March 15, 2026

Dog-Friendly Terraces in Montréal

Montréal has always been a dog city. Walk any street in the Plateau on a Saturday morning and count. The density is remarkable. People here have dogs the way other cities have cars. A fundamental part of how they move through the world.

The terrace culture has caught up. More places now treat dogs as actual guests rather than things to be managed until someone complains. Water bowl at the door. Staff who stop to say hello before taking your order. You can tell the difference between a place that has a dogs-allowed policy and a place that actually likes dogs.

The rule in Québec: dogs can't go inside food establishments. Health regulation, not negotiable. Terrace spaces are outside, and establishments can allow dogs there as long as they stay out. Most places that welcome dogs have figured out what this looks like in practice. The dog stays outside. That's the deal.

A water bowl near the entrance is a real signal. It means they've thought about this. Low or no barriers are better than high-walled patios where your dog can't see anything and starts climbing the furniture. In July and August, find shade. Pavement heats up fast and dogs overheat faster than you'd think.

For neighbourhoods: the Plateau and Mile End are the obvious circuit. Dense, walkable, generally relaxed about dogs. Saint-Henri and Little Burgundy have gotten better as their restaurant scenes have matured. Old Montréal is inconsistent. Some places are genuinely welcoming, others don't want the complication on a busy tourist afternoon. I don't blame them. But I also don't go back.

The dog-friendly filter on this site exists, but the data is thin. Most restaurants don't publish their dog policy anywhere, which means we're largely dependent on people who've actually been. If you know a spot that welcomes dogs, use the Edit button on that terrace's page to mark it. That's how this becomes useful.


> **What you are asked to do**:
Work out how many lines in this listing hold the word "title", and give the number with nothing added.

____________________

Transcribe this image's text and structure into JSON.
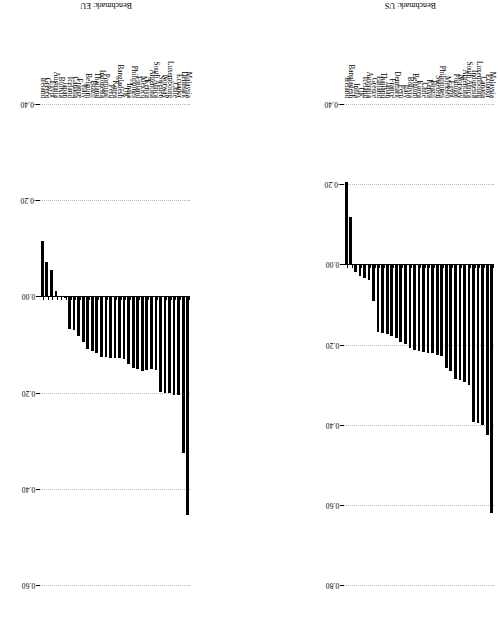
{
  "figure": {
    "orientation": "rotated-90",
    "bar_color": "#000000",
    "grid_color": "#b9b9b9",
    "background": "#ffffff"
  },
  "chart_data": [
    {
      "type": "bar",
      "title": "Benchmark: EU",
      "panel": "top",
      "xlabel": "",
      "ylabel": "",
      "ylim": [
        -0.4,
        0.6
      ],
      "ticks": [
        "-0.40",
        "-0.20",
        "0.00",
        "0.20",
        "0.40",
        "0.60"
      ],
      "tick_values": [
        -0.4,
        -0.2,
        0.0,
        0.2,
        0.4,
        0.6
      ],
      "grid": true,
      "legend": "none",
      "categories": [
        "Malaysia",
        "Denmark",
        "Ecuador",
        "Chile",
        "Luxembourg",
        "Norway",
        "Sweden",
        "South Africa",
        "Argentina",
        "Kenya",
        "Mexico",
        "Finland",
        "Philippines",
        "India",
        "UK",
        "Bangladesh",
        "Korea",
        "Peru",
        "Portugal",
        "Indonesia",
        "Thailand",
        "Brazil",
        "Belgium",
        "Italy",
        "France",
        "Canada",
        "Iceland",
        "Japan",
        "Bolivia",
        "Australia",
        "Egypt",
        "Greece",
        "Ireland"
      ],
      "values": [
        0.455,
        0.325,
        0.205,
        0.205,
        0.2,
        0.2,
        0.198,
        0.152,
        0.15,
        0.152,
        0.155,
        0.15,
        0.148,
        0.14,
        0.13,
        0.128,
        0.128,
        0.128,
        0.127,
        0.125,
        0.118,
        0.113,
        0.11,
        0.095,
        0.082,
        0.07,
        0.068,
        0.003,
        0.002,
        -0.012,
        -0.055,
        -0.072,
        -0.115
      ]
    },
    {
      "type": "bar",
      "title": "Benchmark: US",
      "panel": "bottom",
      "xlabel": "",
      "ylabel": "",
      "ylim": [
        -0.4,
        0.8
      ],
      "ticks": [
        "-0.40",
        "-0.20",
        "0.00",
        "0.20",
        "0.40",
        "0.60",
        "0.80"
      ],
      "tick_values": [
        -0.4,
        -0.2,
        0.0,
        0.2,
        0.4,
        0.6,
        0.8
      ],
      "grid": true,
      "legend": "none",
      "categories": [
        "Malaysia",
        "Ecuador",
        "Canada",
        "Luxembourg",
        "Indonesia",
        "South Africa",
        "Argentina",
        "Norway",
        "Portugal",
        "Egypt",
        "Mexico",
        "Philippines",
        "Sweden",
        "Brazil",
        "Kenya",
        "Chile",
        "Korea",
        "Belgium",
        "Bolivia",
        "Italy",
        "Peru",
        "Denmark",
        "France",
        "Japan",
        "Thailand",
        "Finland",
        "Greece",
        "Australia",
        "Iceland",
        "UK",
        "India",
        "Bangladesh",
        "Ireland"
      ],
      "values": [
        0.62,
        0.425,
        0.4,
        0.395,
        0.393,
        0.3,
        0.293,
        0.288,
        0.285,
        0.265,
        0.258,
        0.228,
        0.225,
        0.222,
        0.22,
        0.218,
        0.215,
        0.213,
        0.208,
        0.198,
        0.195,
        0.183,
        0.178,
        0.175,
        0.172,
        0.168,
        0.092,
        0.04,
        0.035,
        0.03,
        0.018,
        -0.118,
        -0.205
      ]
    }
  ]
}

____________________

> **Answer box**:
2